:: WHAT THE TASK ASKS ::
Return the lines that run from the line containing "Describe the element" through the end of the entries, both ends included. Leave out all pictures.

:: DATASET ::
***
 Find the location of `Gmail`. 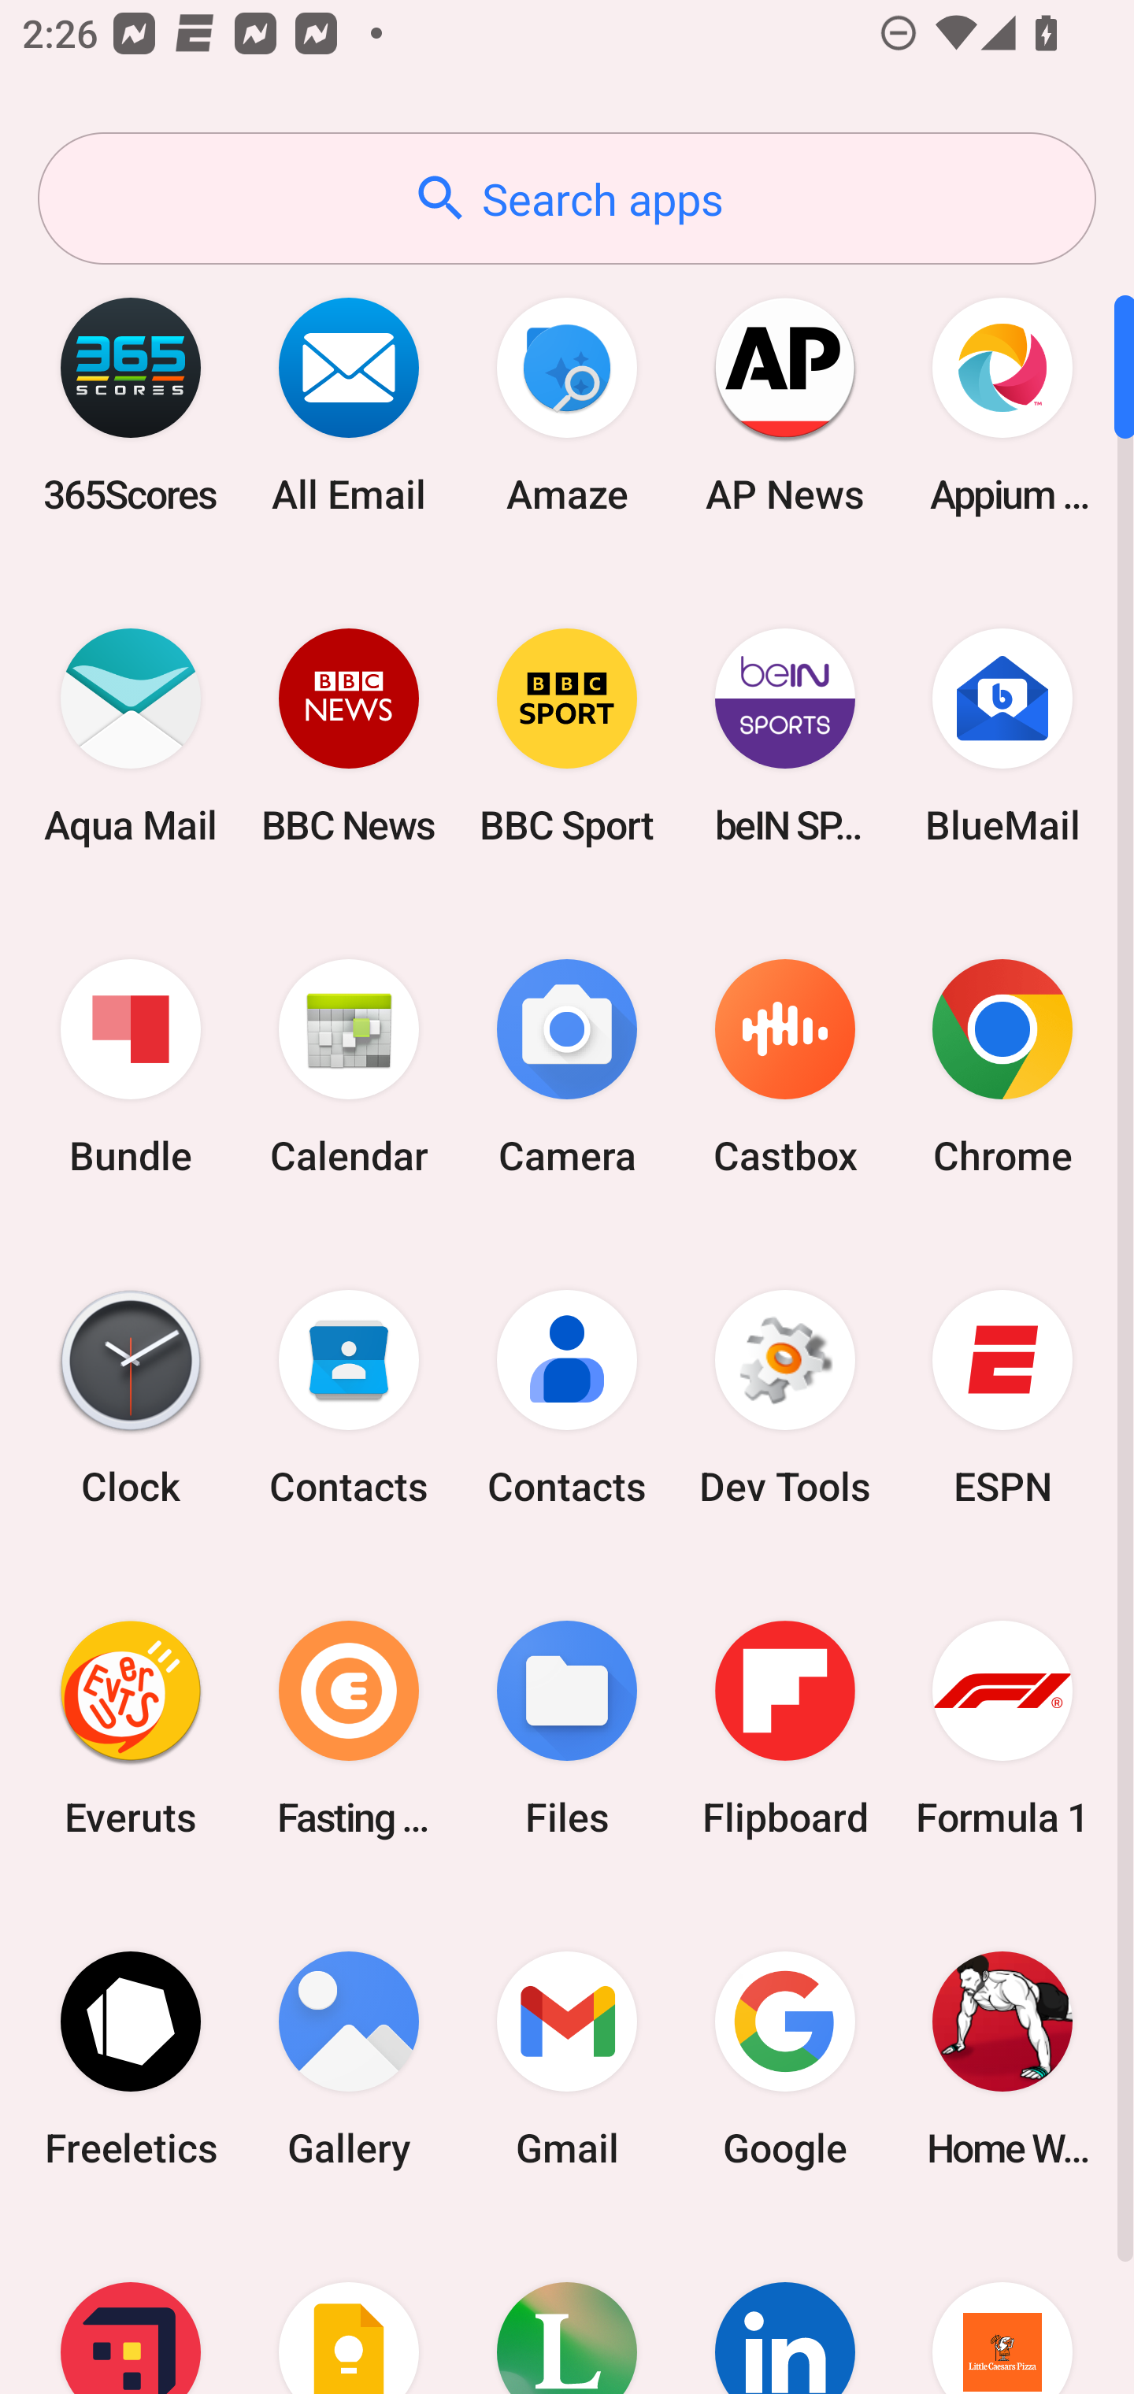

Gmail is located at coordinates (567, 2059).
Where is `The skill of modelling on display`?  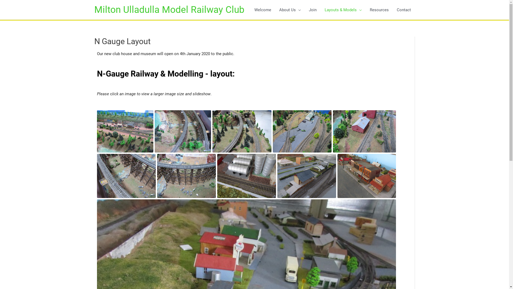 The skill of modelling on display is located at coordinates (302, 131).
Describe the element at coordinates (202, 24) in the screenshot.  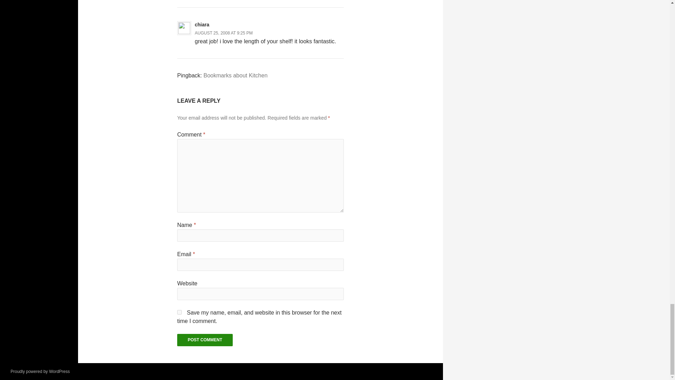
I see `chiara` at that location.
***
:: EXPECTED ANSWER ::
Describe the element at coordinates (202, 24) in the screenshot.  
I see `chiara` at that location.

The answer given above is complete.